Monday, February 15, 2010

Communicating During Emergencies

Responding to a natural disaster is complicated by trying to deliver medical care in a chaotic environment where the communications infrastructure on the ground is seriously damaged or completely destroyed. Responding to emergency care has always been very difficult especially during Hurricane Katrina, the Southeast Asian Tsunami, and now with the earthquake in Haiti.

USAID is leading the U.S. government’s efforts in Haiti and working with the FCC to assess present communications needs, the Haitian government’s communications priorities, to assess the damage to key communications facilities. The FCC will evaluate any communication options that can be used to help restore services immediately resulting from the earthquake devastation.

FCC International Bureau Chief Mindel DelaTorre along with the Public Safety and Homeland Security Bureau Chief Engineer, William Lane, went to Haiti to review the destruction of the communication facilities. They met with 25 representatives of the telecommunications industry in Haiti, and conducted extensive talks with company managers, the wireless company TELCO, wireless carriers, and internet service providers.

In addition, to Chief DelaTorre and the PSHSB Chief Engineer, the team also included three staff members who were deployed to Haiti to support the FEMA Mobile Emergency Response Team, plus two FCC engineers, and two industry experts.

FCC Chairman Julius Genachowski said, “The FCC team will continue to work with Conatel the communications agency in Haiti and local Haitian telecommunications providers to come up with practical and sound options for restoring communications services. FCC updates on the communication progress in Haiti is being provided at www.fcc.gov/blog.

The University of California San Diego researchers are also working diligently to find new ways to improve communications during times of disasters. The university has launched a project to find better ways for emergency officials and first responders to talk to each other and share data on the ground at a disaster site.

One of the problems is that disaster sites often have a noisy and chaotic electromagnetic environment that make wireless networks unreliable so researchers are looking for a way for first responders to continue their work even if their connection to a central server is down.

The second problem occurs when first responders arrive at disaster sites at staggered intervals and depending on the size of the disaster, emergency personnel can sometimes reach into the thousands. So the UCSD researchers are looking into a system that is interoperable and self-scaling and has the ability to increase capabilities as responders arrive at the scene.
The third problem is that the capabilities of computer systems in disaster environments can change from moment to moment based on connectivity and infrastructure so applications need to be designed to use information in a seamless way to enhance the work flow for emergency medical personnel.

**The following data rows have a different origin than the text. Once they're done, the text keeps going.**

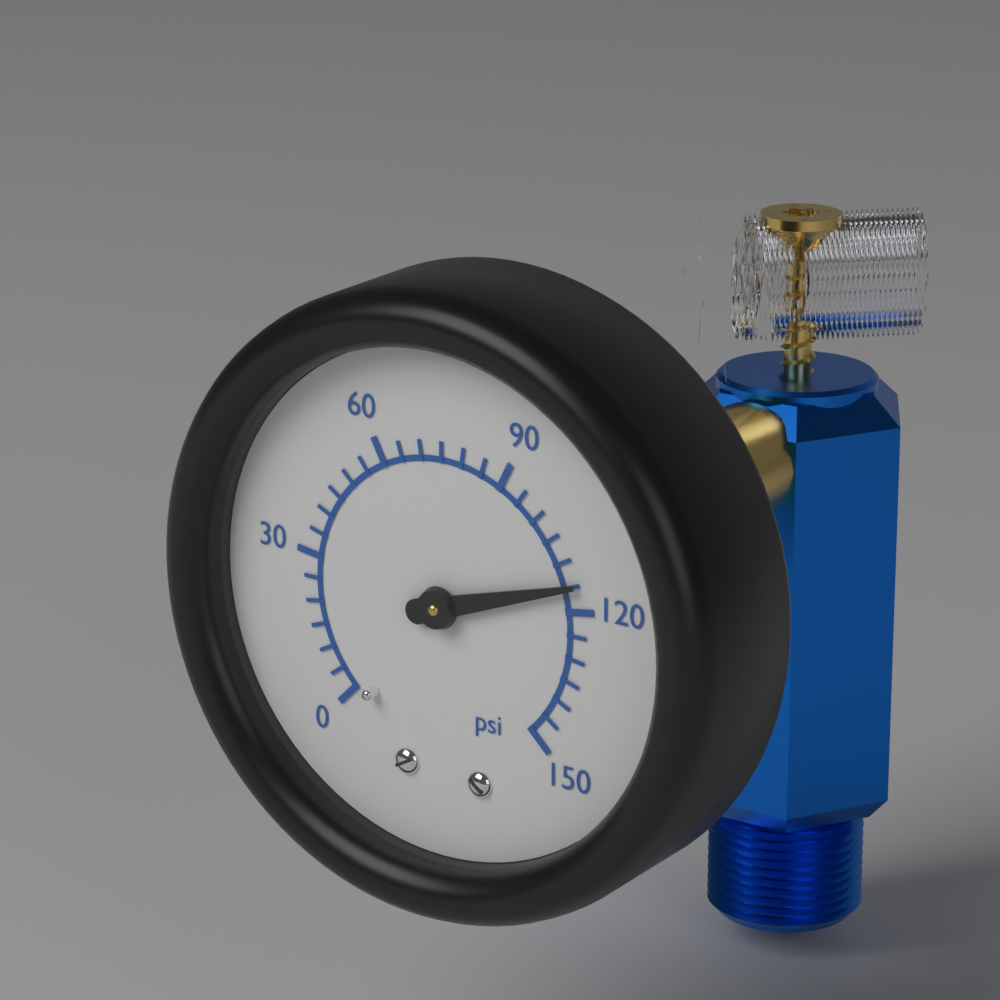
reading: 115 psi
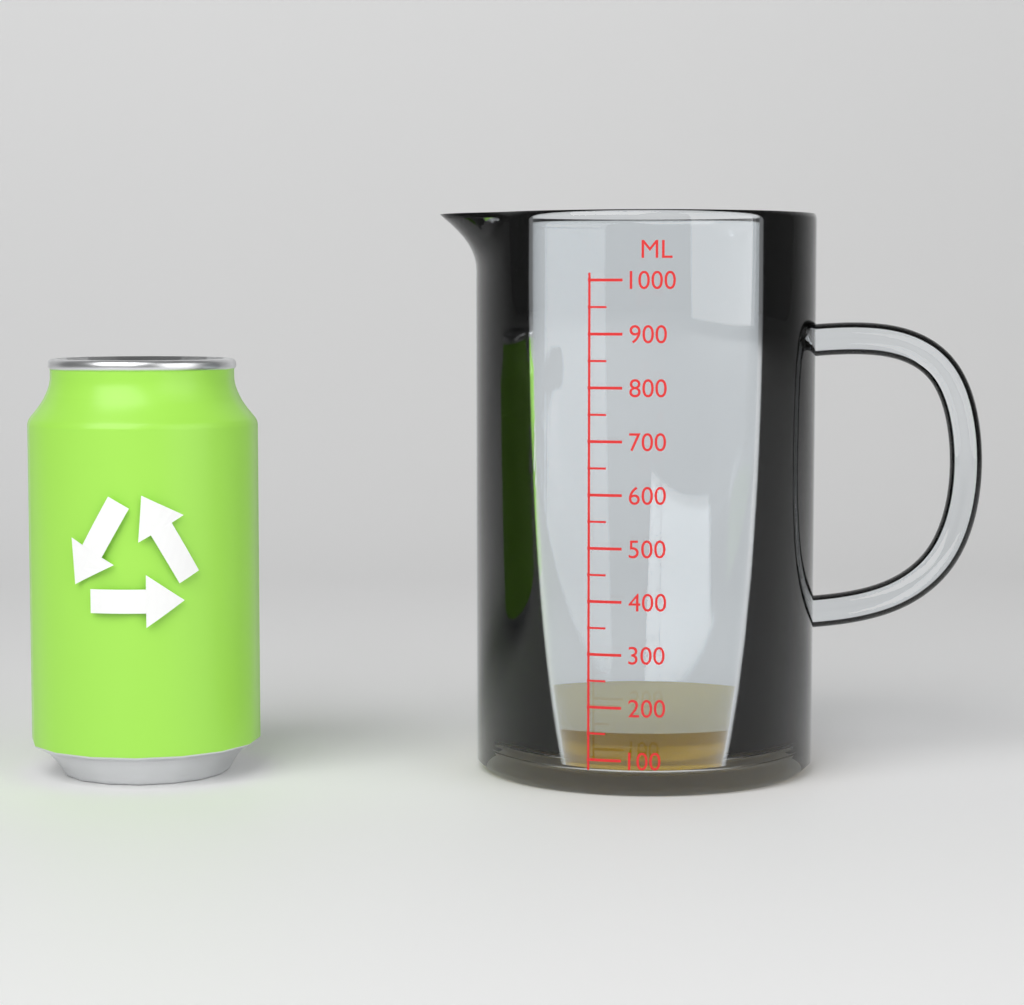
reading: 150 ml
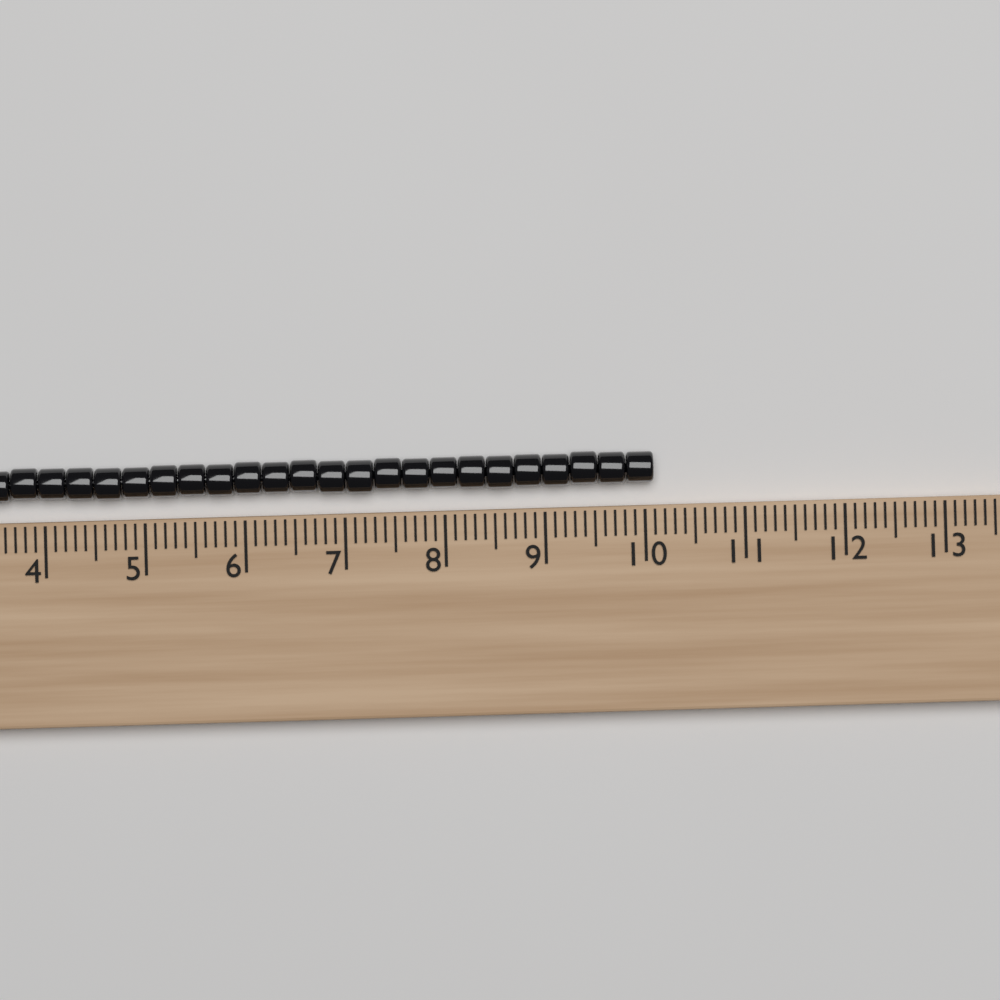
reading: 10.1 (no unit)
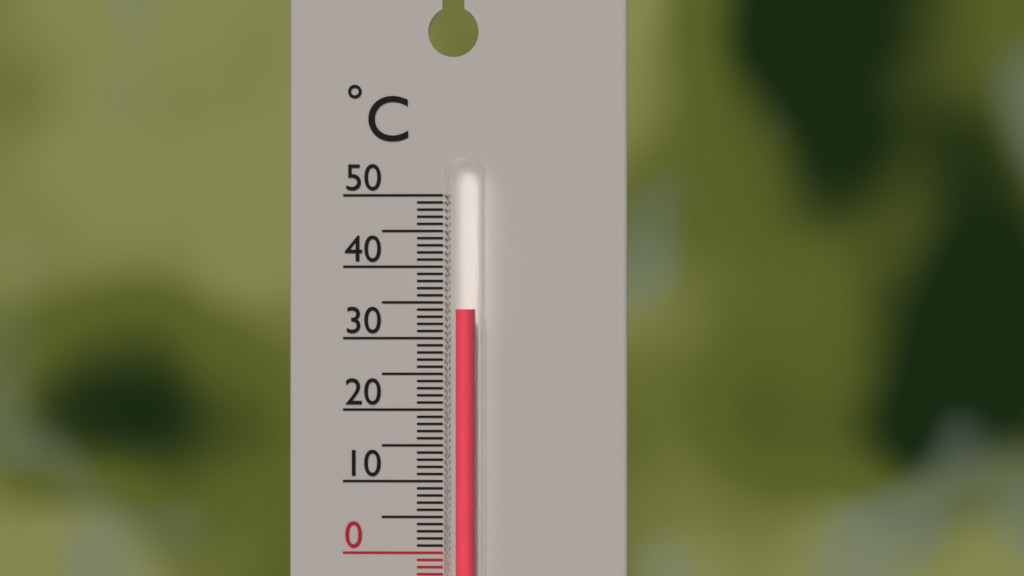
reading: 34 °C
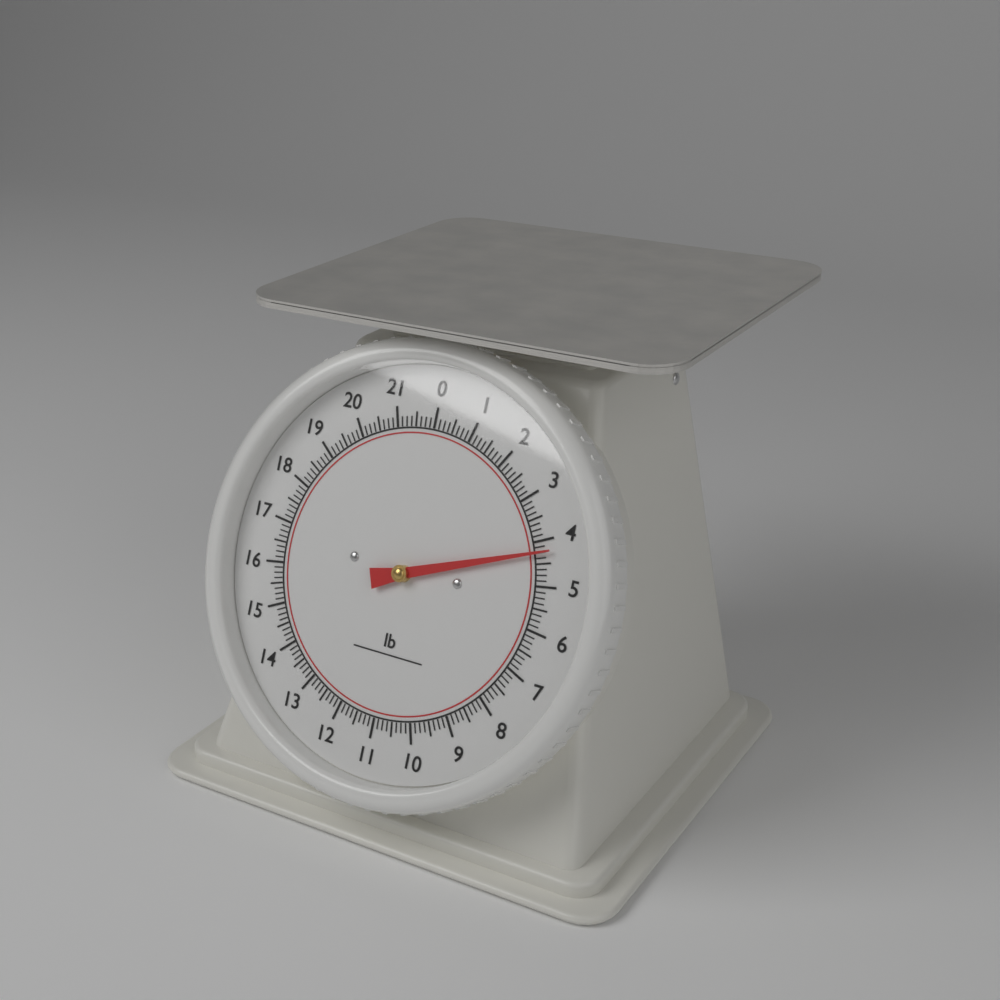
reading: 4.250 lb
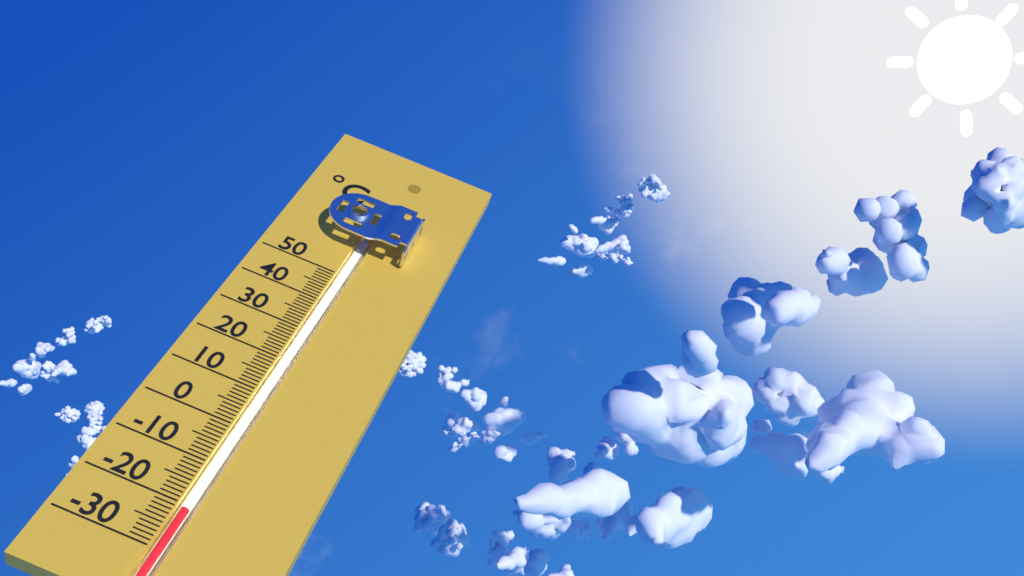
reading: -21 °C
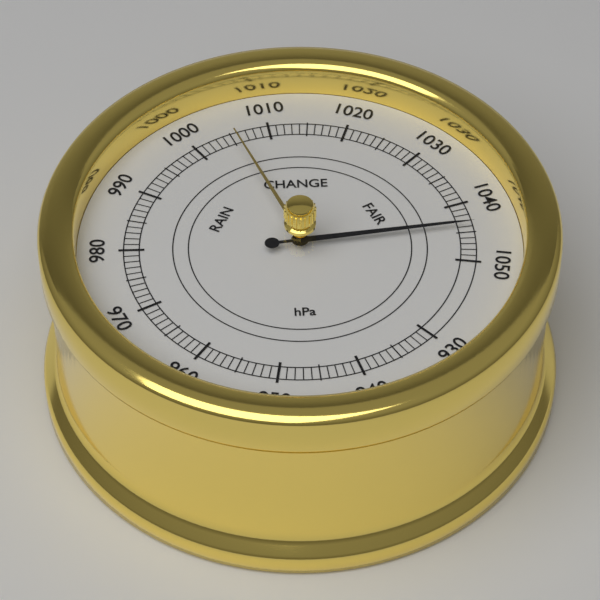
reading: 1044 hPa
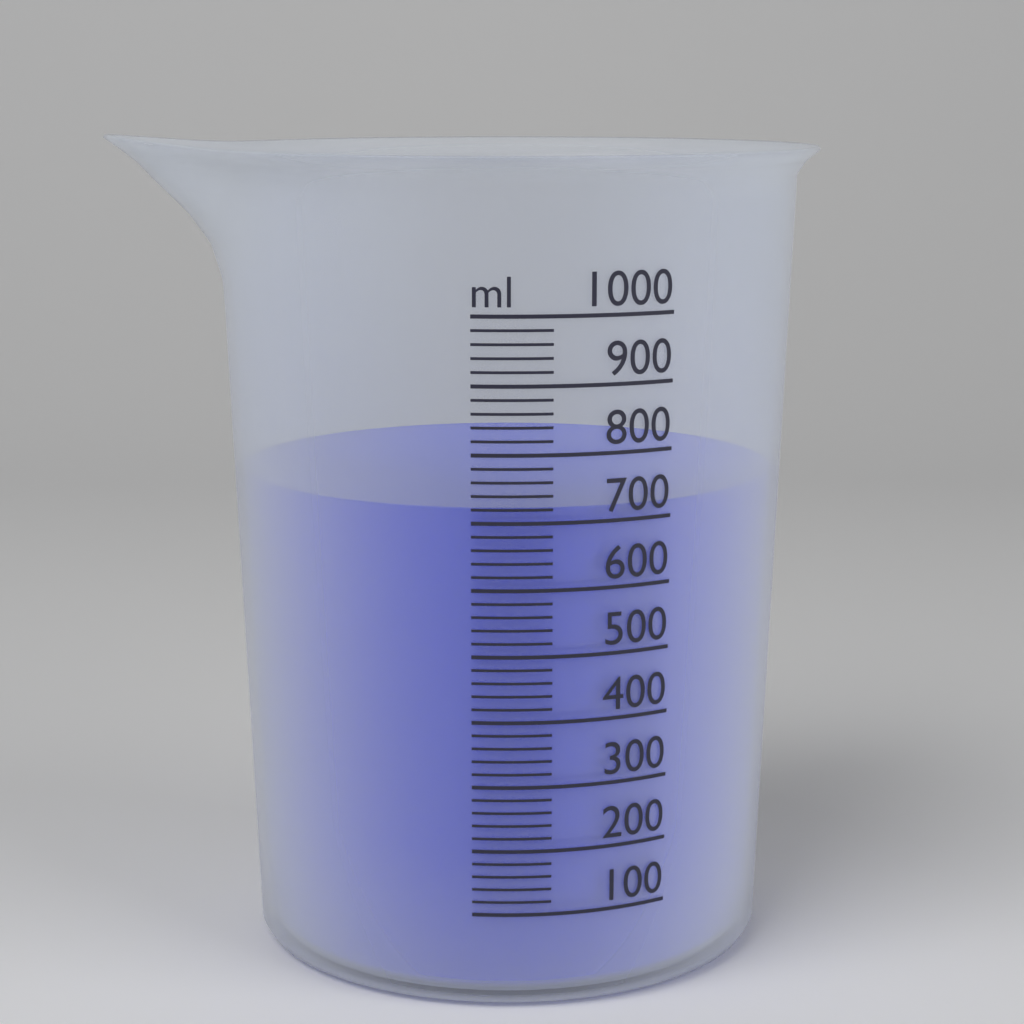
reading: 720 ml
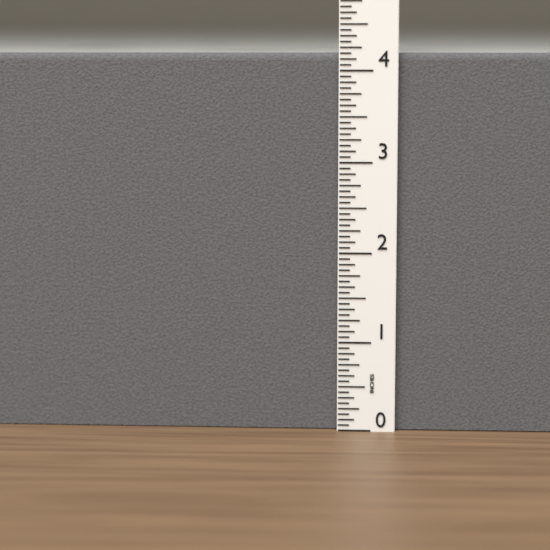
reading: 4.1875 in
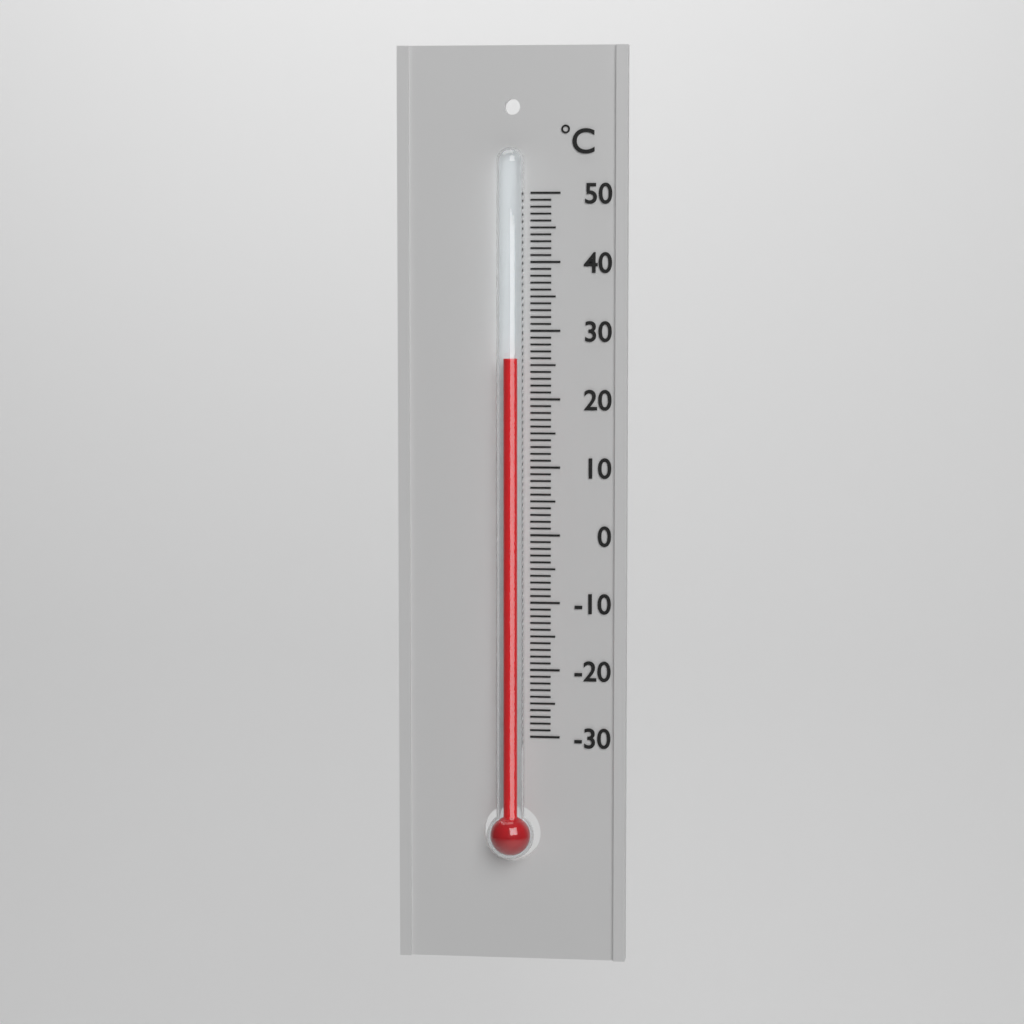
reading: 26 °C
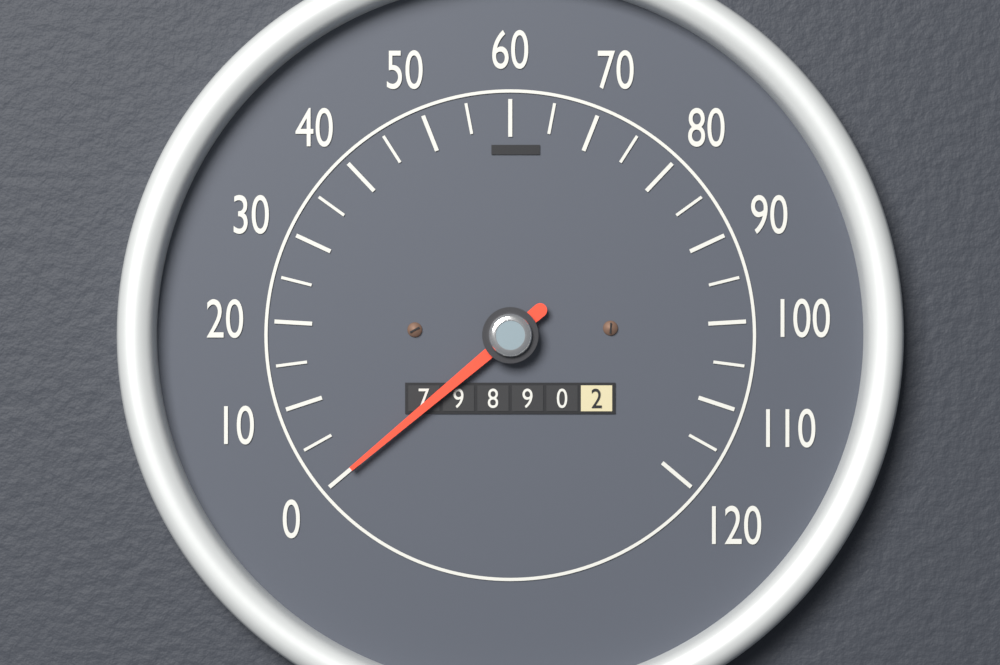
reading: 0 (no unit)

Recently, $1.5 million was made available from stimulus funding to go to the National Library of Medicine (NLM) to underwrite their WIISARD SAGE project. The new project will pick up where the original Wireless Internet Information System for Medical Response in Disasters (WIISARD) left off and will look at collaborative computing in mobile environments as well as examine self-scaling systems for disaster management.

The WIISARD SAGE project will bring together an interdisciplinary team of faculty from computer science, cognitive science, electrical engineering, and emergency medicine in the UCSD Division of the California Institute for Telecommunications and Information Technology (Calit2) to find better computing for emergency personnel to use at disaster sites.

The UCSD researchers are going to test their solutions with emergency response agencies during large scale disaster drills to be held in San Diego County in mid May 2010. The drills will be federally funded under the San Diego Regional Metropolitan Medical Strike Team (MMST) and will be composed of fire departments, hazmat personnel, bomb squads, and S.W.A.T. teams. In addition to MMST, the UCSD team will also participate in drills organized by California’s Disaster Medical Assistance Team (DMAT).

To get ready for the May disaster drill, UCSD recently pre tested some of their new ideas that includes mobile phones equipped with custom software, Bluetooth barcode scanners to allow responders to scan a patient’s paper triage tag to bring up their on-site medical record, RFID technology to help track where responders are located, and development of new network protocols such as “Grapevine”, a gossip based protocol that allows communication even if not all network connections are functioning.

In addition, WIISARD SAGE will also add GPS units to the nodes of the ad hoc CalMesh network developed at Calit2 to estimate the positions of responders or disaster victims by triangulating signal strengths.